Elena Pankratova as Elektra, left, and Elza van den Heever as Chrysothemis in Strauss's Elektra. | Credit: Cory Weaver

Revenge is a dish best tasted cold, or so the saying goes. But Richard Strauss’ 1909 Elektra, a tale of intergenerational violence and bloody revenge, is anything but chilly — especially in San Francisco Opera’s devastating, cathartic revival of Keith Warner’s brilliant night-at-the-museum production.

Eun Sun Kim’s incendiary conducting and the Opera Orchestra’s magnificent playing drive this revival, which opened at the War Memorial Opera House on Sunday, June 7. Elektra also sports a superb cast, led by soprano Elena Pankratova, who makes her company debut in the punishing title role.

Strauss’ opera tells an old story, drawn from Greek drama. Agamemnon, king of Mycenae, sacrificed his daughter Iphigenia to propitiate a goddess. His wife, Queen Klytemnestra (mezzo-soprano Michaela Schuster), and her lover, Aegisth (tenor William Burden), murdered the king in retaliation.

Princess Elektra, one of the royal couple’s surviving children, is consumed by the desire to avenge her father’s death, with her sights set on killing her mother and Aegisth.

Warner’s production, first seen here in 2017, brings the opera into the present day and sets it in a museum, illuminating and augmenting Hugo von Hofmannsthal’s psychologically penetrating libretto.

A scene from Strauss's Elektra at SF Opera, 2026. | Credit: Cory Weaver

Before the music starts, museum visitors wander through an exhibition about the Elektra story, viewing videos and display cases of artifacts that foreshadow events to come. (Keep an eye on the videos — they do bear on the plot!) Boris Kudlicka’s handsome two-level set gradually reveals its surprises as the drama unfolds, while John Bishop’s marvelous lighting design is an object lesson in how to support a story.

One visitor remains behind when the museum closes and finds herself swept into the opera’s title role, adopting the storyline as her own.

The museum visitor becomes Elektra, singing about Agamemnon’s death and begging him to appear to her. Though not the subtlest actor, Pankratova shows off her vocal prowess in this monologue. Her performance spans everything from quiet intimacy to big, billowing high notes, while sustaining the stamina required to portray a character who is onstage for almost the entire opera.

The ancient and modern collide as the household’s maidservants, initially unseen, mock Elektra, who has been cast out of the family home. When they finally swarm on stage, in ancient garb, one maidservant (former Adler Fellow Caroline Corrales in a vivid role debut) defends her, earning punishment by the Overseer (soprano Alexandra Loutsion).

 

Michaela Schuster as Klytemnestra in Strauss's Elektra. | Credit: Cory Weaver

Elektra tries to recruit her sister Chrysothemis — the electrifying Elza van den Heever, whose enormous, brilliant soprano cuts right through the heaviest orchestration — to help her kill Klytemnestra and Aegisth. But Chrysothemis just wants a normal life and she’s horrified at the idea of murder.

Meanwhile, Klytemnestra crumbles before our eyes. She drinks too much and recoils from Elektra with disgust. Schuster delivers a poisonous, threatening portrayal of a woman destroyed by her own actions yet incapable of acknowledging her culpability. Elektra hates her, but can’t bring herself to strike, despite the presence of a handy ax lurking in a nearby museum display case.

A solution to Elektra’s dilemma presents itself when her brother Orest (bass-baritone Kyle Ketelsen), thought to be dead, manages to slip, disguised, into the house. Pankratova sings with winning tenderness during and after their slow mutual recognition, the emotional heart of the opera.

Ketelsen’s implacable Orest wants revenge as much as Elektra does, but unlike her, he’s able to act. The horror-show aspects of the production elicited both gasps and appropriately nervous laughter from the audience.

As in 2017, the production is a triumph for all involved. It’s beautifully staged by revival director Anja Kühnhold. Kim leads with propulsion and breathtaking control over the immense orchestra — Strauss never met an instrument he couldn’t stuff into a score — and miraculously retains clarity even in the loudest passages, of which there are many.

Whether healing is possible for the traumatized survivors remains unknown. Elektra collapses at the overwhelming close, writhing, then going still, perhaps dead, perhaps living but catatonic.

It’s a haunting final image in a production that never loses sight of the human cost of violence.

Lisa Hirsch is a freelance writer. This review has been provided in partnership with San Francisco Chronicle.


INSTRUCTIONS TO FOLLOW: Search the records for the word "lobes". Copy every line where it appears.

Figure content listings
==================================================

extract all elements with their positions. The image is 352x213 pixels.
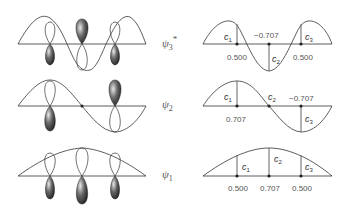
coef-label-c1: c1 [242, 162, 251, 173]
orbital-psi3-star-lobes [18, 16, 146, 70]
coef-value-c1: 0.500 [228, 184, 249, 193]
coef-value-c3: 0.500 [292, 184, 313, 193]
coef-label-c2: c2 [274, 154, 283, 165]
orbital-label-psi1: ψ1 [162, 168, 173, 183]
coef-value-c1: 0.500 [227, 53, 248, 62]
orbital-psi2-coefficient-plot: c1 c2 c3 0.707 −0.707 [203, 81, 332, 132]
orbital-psi1-lobes [18, 148, 146, 204]
psi-subscript: 3 [169, 43, 173, 52]
mo-diagram: c1 c2 c3 −0.707 0.500 0.500 c1 c2 c3 0.7… [0, 0, 352, 213]
coef-value-c1: 0.707 [226, 115, 247, 124]
coef-value-c2: −0.707 [254, 31, 279, 40]
coef-value-c2: 0.707 [260, 184, 281, 193]
psi-subscript: 1 [169, 174, 173, 183]
psi-subscript: 2 [169, 104, 173, 113]
orbital-label-psi3-star: ψ3* [162, 34, 177, 52]
psi-symbol: ψ [162, 168, 169, 180]
orbital-psi1-coefficient-plot: c1 c2 c3 0.500 0.707 0.500 [203, 148, 332, 193]
coef-label-c1: c1 [224, 92, 233, 103]
coef-value-c3: 0.500 [293, 53, 314, 62]
coef-label-c1: c1 [224, 32, 233, 43]
orbital-label-psi2: ψ2 [162, 98, 173, 113]
coef-label-c3: c3 [305, 32, 314, 43]
coef-label-c3: c3 [305, 162, 314, 173]
orbital-psi3-star-coefficient-plot: c1 c2 c3 −0.707 0.500 0.500 [203, 21, 332, 71]
coef-label-c2: c2 [272, 54, 281, 65]
coef-label-c2: c2 [268, 92, 277, 103]
psi-superscript: * [173, 34, 178, 44]
psi-symbol: ψ [162, 37, 169, 49]
coef-label-c3: c3 [305, 114, 314, 125]
orbital-psi2-lobes [18, 80, 146, 132]
coef-value-c3: −0.707 [289, 94, 314, 103]
psi-symbol: ψ [162, 98, 169, 110]
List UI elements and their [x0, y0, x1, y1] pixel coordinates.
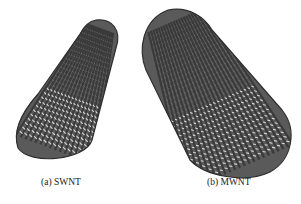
swnt-bond: [86, 155, 89, 158]
mwnt-bond: [252, 103, 255, 104]
mwnt-bond: [207, 17, 209, 18]
mwnt-bond: [241, 102, 244, 103]
mwnt-bond: [228, 137, 231, 138]
mwnt-bond: [213, 26, 215, 27]
mwnt-bond: [244, 107, 247, 108]
mwnt-bond: [208, 152, 211, 153]
mwnt-bond: [227, 161, 230, 162]
mwnt-bond: [245, 130, 248, 131]
mwnt-bond: [259, 135, 262, 136]
mwnt-bond: [247, 123, 250, 124]
mwnt-bond: [216, 31, 218, 32]
figure: (a) SWNT (b) MWNT: [0, 0, 301, 204]
mwnt-bond: [257, 130, 260, 131]
mwnt-bond: [255, 108, 258, 109]
mwnt-bond: [251, 121, 254, 122]
mwnt-bond: [191, 130, 194, 131]
mwnt-bond: [210, 174, 213, 175]
mwnt-bond: [177, 130, 180, 131]
mwnt-bond: [215, 143, 218, 144]
mwnt-bond: [224, 127, 227, 128]
mwnt-bond: [184, 156, 187, 157]
mwnt-bond: [181, 128, 184, 129]
mwnt-bond: [253, 114, 256, 115]
nanotube-illustrations: [0, 0, 301, 204]
mwnt-bond: [223, 151, 226, 152]
mwnt-bond: [200, 161, 203, 162]
mwnt-bond: [199, 126, 202, 127]
mwnt-bond: [259, 106, 262, 107]
swnt-tube-image: [0, 0, 150, 204]
mwnt-bond: [203, 113, 206, 114]
mwnt-bond: [233, 106, 236, 107]
mwnt-bond: [213, 167, 216, 168]
mwnt-bond: [281, 143, 284, 144]
mwnt-bond: [279, 139, 282, 140]
mwnt-bond: [202, 14, 204, 15]
mwnt-bond: [248, 158, 251, 159]
mwnt-bond: [213, 126, 216, 127]
mwnt-bond: [266, 109, 269, 110]
mwnt-bond: [194, 175, 197, 176]
mwnt-bond: [263, 122, 266, 123]
mwnt-bond: [236, 122, 239, 123]
mwnt-bond: [199, 156, 202, 157]
mwnt-bond: [258, 124, 261, 125]
mwnt-bond: [197, 150, 200, 151]
mwnt-bond: [191, 165, 194, 166]
mwnt-bond: [210, 157, 213, 158]
mwnt-bond: [187, 131, 190, 132]
mwnt-bond: [277, 127, 280, 128]
mwnt-bond: [239, 162, 242, 163]
mwnt-bond: [213, 138, 216, 139]
mwnt-bond: [210, 22, 212, 23]
mwnt-bond: [192, 118, 195, 119]
mwnt-bond: [219, 106, 222, 107]
mwnt-bond: [238, 115, 241, 116]
mwnt-bond: [258, 154, 261, 155]
mwnt-bond: [201, 119, 204, 120]
mwnt-bond: [182, 169, 185, 170]
mwnt-bond: [222, 163, 225, 164]
mwnt-bond: [283, 137, 286, 138]
mwnt-bond: [230, 119, 233, 120]
caption-mwnt: (b) MWNT: [207, 177, 251, 187]
mwnt-bond: [275, 123, 278, 124]
mwnt-bond: [200, 143, 203, 144]
mwnt-bond: [272, 118, 275, 119]
mwnt-bond: [227, 102, 230, 103]
mwnt-bond: [204, 141, 207, 142]
mwnt-bond: [226, 132, 229, 133]
mwnt-bond: [207, 123, 210, 124]
mwnt-bond: [211, 133, 214, 134]
swnt-bond: [96, 127, 99, 130]
mwnt-bond: [266, 127, 269, 128]
mwnt-bond: [264, 115, 267, 116]
mwnt-bond: [271, 136, 274, 137]
mwnt-bond: [187, 167, 190, 168]
mwnt-bond: [206, 147, 209, 148]
mwnt-bond: [276, 134, 279, 135]
mwnt-bond: [270, 125, 273, 126]
mwnt-bond: [210, 145, 213, 146]
mwnt-bond: [248, 134, 251, 135]
mwnt-bond: [204, 13, 206, 14]
mwnt-bond: [249, 116, 252, 117]
mwnt-bond: [243, 160, 246, 161]
mwnt-bond: [193, 152, 196, 153]
mwnt-bond: [253, 144, 256, 145]
mwnt-bond: [243, 136, 246, 137]
mwnt-bond: [241, 143, 244, 144]
swnt-bond: [94, 142, 97, 145]
mwnt-bond: [237, 133, 240, 134]
mwnt-bond: [214, 155, 217, 156]
mwnt-bond: [239, 127, 242, 128]
mwnt-bond: [215, 172, 218, 173]
mwnt-bond: [253, 156, 256, 157]
mwnt-bond: [203, 124, 206, 125]
mwnt-bond: [199, 173, 202, 174]
mwnt-bond: [205, 159, 208, 160]
swnt-bond: [81, 153, 84, 156]
mwnt-bond: [253, 97, 256, 98]
mwnt-bond: [234, 140, 237, 141]
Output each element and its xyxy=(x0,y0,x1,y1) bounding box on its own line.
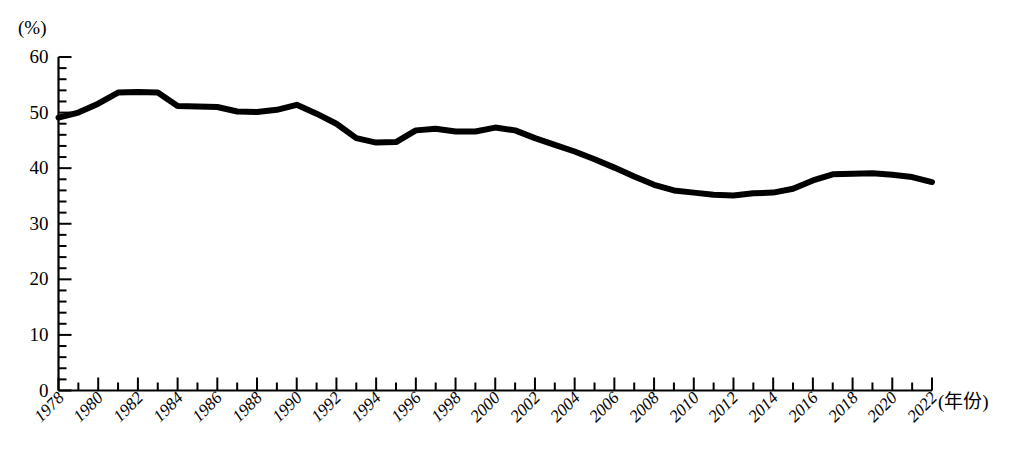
chart-series xyxy=(59,92,933,195)
line-chart: (%) (年份) 0102030405060 19781980198219841… xyxy=(0,0,1016,471)
data-line xyxy=(59,92,933,195)
chart-plot-area xyxy=(0,0,1016,471)
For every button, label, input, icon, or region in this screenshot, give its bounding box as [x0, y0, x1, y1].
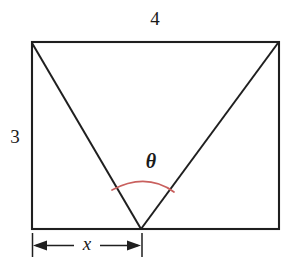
angle-arc: [112, 181, 174, 192]
left-diagonal-line: [32, 43, 141, 229]
dimension-right-arrowhead: [127, 241, 141, 251]
left-side-length-label: 3: [5, 127, 25, 146]
rectangle-outline: [32, 42, 279, 229]
base-segment-length-label: x: [74, 234, 100, 253]
geometry-figure: 4 3 θ x: [0, 0, 295, 262]
angle-theta-label: θ: [139, 151, 163, 171]
dimension-left-arrowhead: [33, 241, 47, 251]
top-side-length-label: 4: [142, 9, 168, 28]
diagram-canvas: [0, 0, 295, 262]
right-diagonal-line: [141, 43, 278, 229]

==================================================

WRITTEN ANSWER:
orbital-psi3-star-lobes [18, 16, 146, 70]
orbital-psi1-lobes [18, 148, 146, 204]
orbital-psi2-lobes [18, 80, 146, 132]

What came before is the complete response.